The float-ieee package is pure Haskell-98, but very CPU intensive. If you are going to need to do this many times, and don't mind being GHC specific, then you use code like this, which extracts the IEEE representation of a Double as a Word64:

import GHC.Prim
import GHC.Types
import GHC.Word

encodeIEEEDouble :: Double -> Word64
encodeIEEEDouble (D# x) = W64# (unsafeCoerce# x)

decodeIEEEDouble :: Word64 -> Double
decodeIEEEDouble (W64# x) = D# (unsafeCoerce# x)

You can code something similar for Float and Word32.


How about the float-ieee package on Hackage? http://hackage.haskell.org/package/data-binary-ieee754

Will print a 32 bit ieee754 string value representing the float passed in.

import Data.Binary.Put
import Data.Binary.IEEE754
import qualified Data.ByteString.Lazy.Char8 as S

main = do
    let s = runPut $ putFloat32be pi
    S.putStrLn s


There are a few different ways you can do it, depending on your taste.
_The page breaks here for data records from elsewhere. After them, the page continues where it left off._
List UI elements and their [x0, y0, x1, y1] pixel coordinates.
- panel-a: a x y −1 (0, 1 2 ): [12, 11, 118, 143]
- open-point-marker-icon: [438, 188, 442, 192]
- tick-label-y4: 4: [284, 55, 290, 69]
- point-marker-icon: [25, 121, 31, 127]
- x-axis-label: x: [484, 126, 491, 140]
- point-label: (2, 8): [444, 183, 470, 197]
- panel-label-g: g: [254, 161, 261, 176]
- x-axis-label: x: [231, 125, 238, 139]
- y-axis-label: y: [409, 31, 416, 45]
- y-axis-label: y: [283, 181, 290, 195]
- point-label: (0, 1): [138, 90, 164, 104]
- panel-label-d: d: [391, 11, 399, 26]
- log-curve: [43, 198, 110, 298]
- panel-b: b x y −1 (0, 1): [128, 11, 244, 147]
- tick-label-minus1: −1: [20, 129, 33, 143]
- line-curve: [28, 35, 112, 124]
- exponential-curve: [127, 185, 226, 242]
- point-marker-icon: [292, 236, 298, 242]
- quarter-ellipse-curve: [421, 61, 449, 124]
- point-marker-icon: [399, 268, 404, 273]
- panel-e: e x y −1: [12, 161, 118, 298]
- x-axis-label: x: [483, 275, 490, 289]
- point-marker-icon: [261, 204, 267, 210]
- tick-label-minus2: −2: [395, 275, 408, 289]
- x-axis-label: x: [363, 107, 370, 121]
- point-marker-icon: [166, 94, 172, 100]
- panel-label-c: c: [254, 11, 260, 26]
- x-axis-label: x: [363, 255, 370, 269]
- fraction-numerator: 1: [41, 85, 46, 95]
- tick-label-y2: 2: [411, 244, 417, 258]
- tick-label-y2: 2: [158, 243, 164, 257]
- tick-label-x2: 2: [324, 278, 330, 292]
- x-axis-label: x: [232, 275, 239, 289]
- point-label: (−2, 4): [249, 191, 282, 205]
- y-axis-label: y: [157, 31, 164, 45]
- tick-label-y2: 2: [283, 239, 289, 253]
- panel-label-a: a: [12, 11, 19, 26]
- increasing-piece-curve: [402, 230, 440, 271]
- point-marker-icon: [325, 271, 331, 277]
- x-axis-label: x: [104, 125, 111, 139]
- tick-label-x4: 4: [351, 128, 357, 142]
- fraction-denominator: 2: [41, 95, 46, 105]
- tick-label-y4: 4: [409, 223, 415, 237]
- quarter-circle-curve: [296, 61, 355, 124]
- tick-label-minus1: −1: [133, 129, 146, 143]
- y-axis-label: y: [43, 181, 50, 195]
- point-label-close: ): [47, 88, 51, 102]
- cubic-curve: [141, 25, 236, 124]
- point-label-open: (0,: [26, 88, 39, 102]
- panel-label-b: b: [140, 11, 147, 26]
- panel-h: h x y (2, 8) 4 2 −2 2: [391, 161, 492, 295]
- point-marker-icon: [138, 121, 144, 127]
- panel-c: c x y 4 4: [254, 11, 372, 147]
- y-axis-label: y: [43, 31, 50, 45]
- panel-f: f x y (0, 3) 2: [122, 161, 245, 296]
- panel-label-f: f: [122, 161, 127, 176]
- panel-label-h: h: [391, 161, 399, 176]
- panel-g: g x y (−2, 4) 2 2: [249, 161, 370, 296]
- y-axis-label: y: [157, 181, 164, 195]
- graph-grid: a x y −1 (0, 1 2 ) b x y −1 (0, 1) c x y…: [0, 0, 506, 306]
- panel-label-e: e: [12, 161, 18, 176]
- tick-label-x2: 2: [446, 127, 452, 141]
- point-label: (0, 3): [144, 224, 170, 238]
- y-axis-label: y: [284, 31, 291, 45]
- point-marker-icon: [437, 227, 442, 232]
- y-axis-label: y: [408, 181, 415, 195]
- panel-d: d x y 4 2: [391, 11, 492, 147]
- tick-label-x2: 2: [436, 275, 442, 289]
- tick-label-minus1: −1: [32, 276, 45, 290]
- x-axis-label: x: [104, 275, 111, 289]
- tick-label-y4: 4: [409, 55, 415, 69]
Using a library like Don mentioned is probably the best option, otherwise you can try something along the lines of these:

doubleToBytes :: Double -> [Int]
doubleToBytes d
   = runST (do
        arr <- newArray_ ((0::Int),7)
        writeArray arr 0 d
        arr <- castDoubleToWord8Array arr
        i0 <- readArray arr 0
        i1 <- readArray arr 1
        i2 <- readArray arr 2
        i3 <- readArray arr 3
        i4 <- readArray arr 4
        i5 <- readArray arr 5
        i6 <- readArray arr 6
        i7 <- readArray arr 7
        return (map fromIntegral [i0,i1,i2,i3,i4,i5,i6,i7])
     )

-- | Store to array and read out individual bytes of array
dToStr :: Double -> String
dToStr d
  = let bs     = doubleToBytes d
        hex d' = case showHex d' "" of
                     []    -> error "dToStr: too few hex digits for float"
                     [x]   -> ['0',x]
                     [x,y] -> [x,y]
                     _     -> error "dToStr: too many hex digits for float"

        str  = map toUpper $ concat . fixEndian . (map hex) $ bs
    in  "0x" ++ str

-- | Create pointer to Double and cast pointer to Word64, then read out
dToStr2 :: Double -> IO String
dToStr2 f = do
    fptr <- newStablePtr f
    let pptr = castStablePtrToPtr fptr
    let wptr = (castPtrToStablePtr pptr)::(StablePtr Word64)
    w <- deRefStablePtr wptr
    let s = showHex w ""
    return ("0x" ++ (map toUpper s))

-- | Use GHC specific primitive operations
dToStr3 :: Double -> String
dToStr3 (D# f) = "0x" ++ (map toUpper $ showHex w "")
    where w = W64# (unsafeCoerce# f)

Three different ways. Last is GHC specific. Other two may work with other Haskell compilers but are relying a little on the underlying implementation so hard to guarantee.


I think you accidentally decoded a Double instead of a Float. That's why it doesn't seem to fit.